While I’m going to sound like broken record, Matt Yglesias is dead right to assert that “the presumption that you can solve any significant problem of social justice in America by fiddling with Ivy League admissions policies is dead wrong.” Sam Barr eloquently points out the limited impact of class-based affirmative action in selective colleges as a means of correcting for inequality:

Peter Beinart, echoing Ross Douthat, thinks that “More white working-class kids at Harvard would mean an American educational elite less easily caricatured by Fox News, and more able to speak across the red-blue divide.” While that might do wonders for the media discourse, it won’t do much to produce real educational and economic opportunity for the vast majority of Americans.

How, then, can we begin to tackle these overwhelming structural challenges? A quote from Harvard Professor Robert Coles, in an early Boston Globe piece on class-based affirmative action, provides some insight:

[Working class whites and blacks] are both competing for a very limited piece of pie, the limits of which are being set by the larger limits of class, which allow them damn little, if anything.

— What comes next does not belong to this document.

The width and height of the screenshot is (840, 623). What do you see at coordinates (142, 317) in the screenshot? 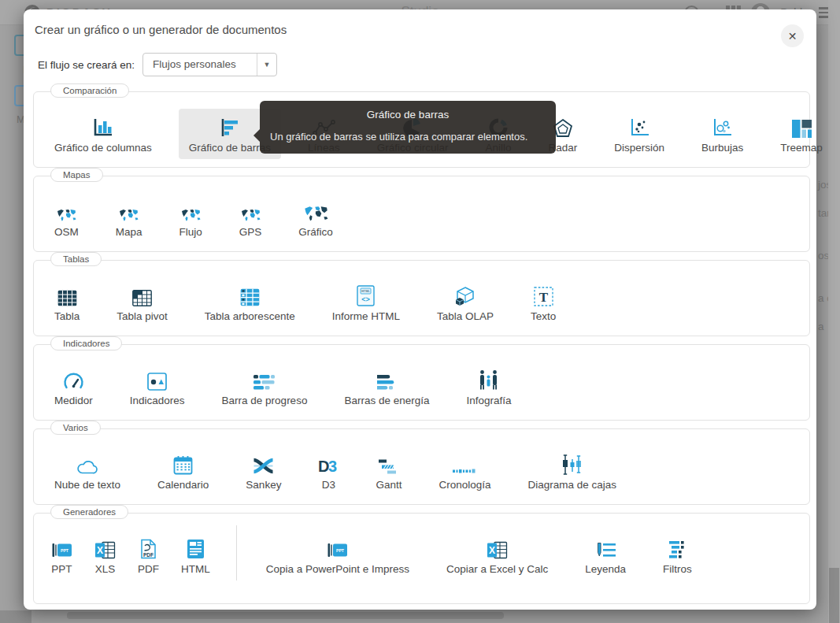
I see `type-label: Tabla pivot` at bounding box center [142, 317].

Part of the answer to finding the “complex and practical solution” Mark Hay so rightly pines for to remedy our deeper social inequities lies in expanding the size of that pie, not in continually shifting the conditions under which a segment of our ever-growing lower class competes for the same small morsel.

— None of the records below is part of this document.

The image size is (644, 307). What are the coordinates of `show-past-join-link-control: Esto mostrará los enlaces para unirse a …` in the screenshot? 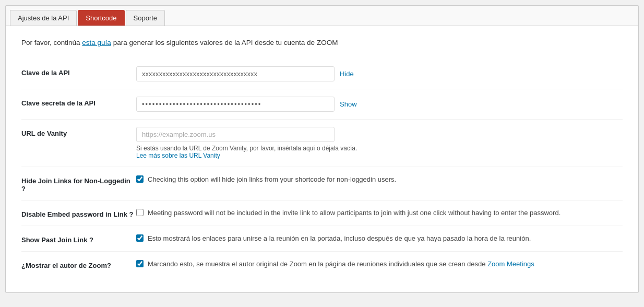 It's located at (379, 239).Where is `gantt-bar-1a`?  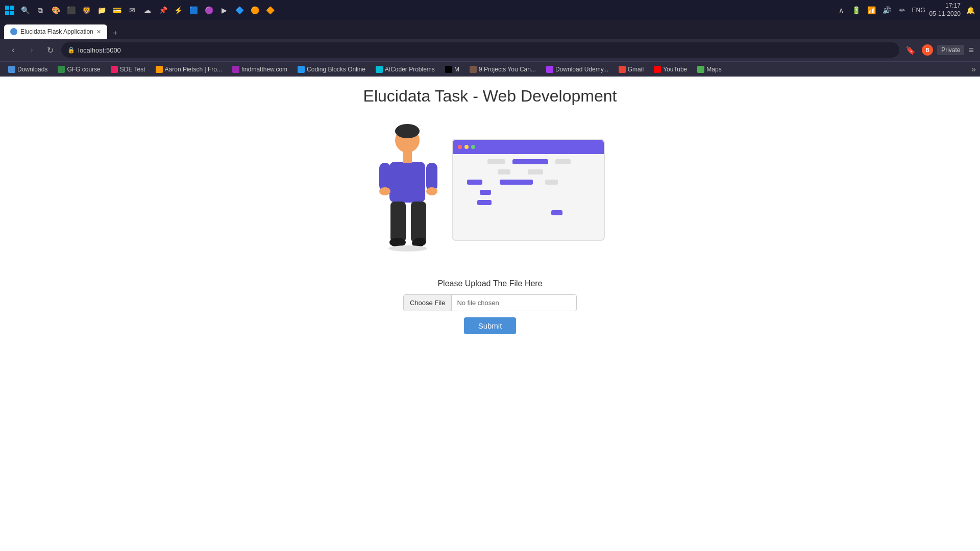
gantt-bar-1a is located at coordinates (496, 162).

In other words, the question we as a society should be posing is not primarily ‘how can we increase economic diversity at Harvard’ (though this should still be a goal of the university), but rather ‘how do we increase the number of institutions of higher learning in the United States that offer a quality education rivaling that of Harvard’s at an affordable price?’

In my mind this can only arise in the form of a vast increase in our national and state-level investment in public education. In the face of recurring billion-dollar budget deficits, states like California have repeatedly slashed funding in the past several years for both K-12 and higher ed; the result has been fewer classes, higher tuition, and reduced access for the vast majority of those at the middle and bottom of the economic scale.

A renewed and highly structured commitment to building a world-class education system on both state and national levels – call it a Master Plan for the 21st Century – would be the surest way to guarantee equal access to a lifetime of affordable, quality education for all Americans. This is far from a pipe-dream; California achieved just such a system back in the 1960s and 1970s by successfully enacting its original Master Plan, which played a pivotal role in propelling the state to its current status as one of the ten largest economies on earth by further developing the state-operated UC, CSU, and Community College systems.

True equality of opportunity begins with access to a level playing field from the youngest possible age, meaning that American children must also benefit from a highly funded K-12 system subjected to rigorous standards of excellence applicable across state lines. This would hopefully include greater federal subsidization of state systems, as well as a reduced reliance on district-based funding for elementary and secondary schools, which currently perpetuates the cycle of poverty in lower-class communities.

The initiatives suggested above are of course vastly simplified, and would require significant investments in time and money in order to be properly developed and enacted; state and local governments would have to work closely with the federal government to agree on more stringent benchmarks for achievement in our public schools; both the federal and state governments would also have to work out a plan to guarantee sufficient, long-term funding for K-12 and higher education.

But while the details are complex, the basic idea behind such a project is simple and worth repeating: a system plagued by structural inequity demands reforms that tackle our current structure, not solutions that attempt to work within it. Americans must renew their commitment to universal access to public education.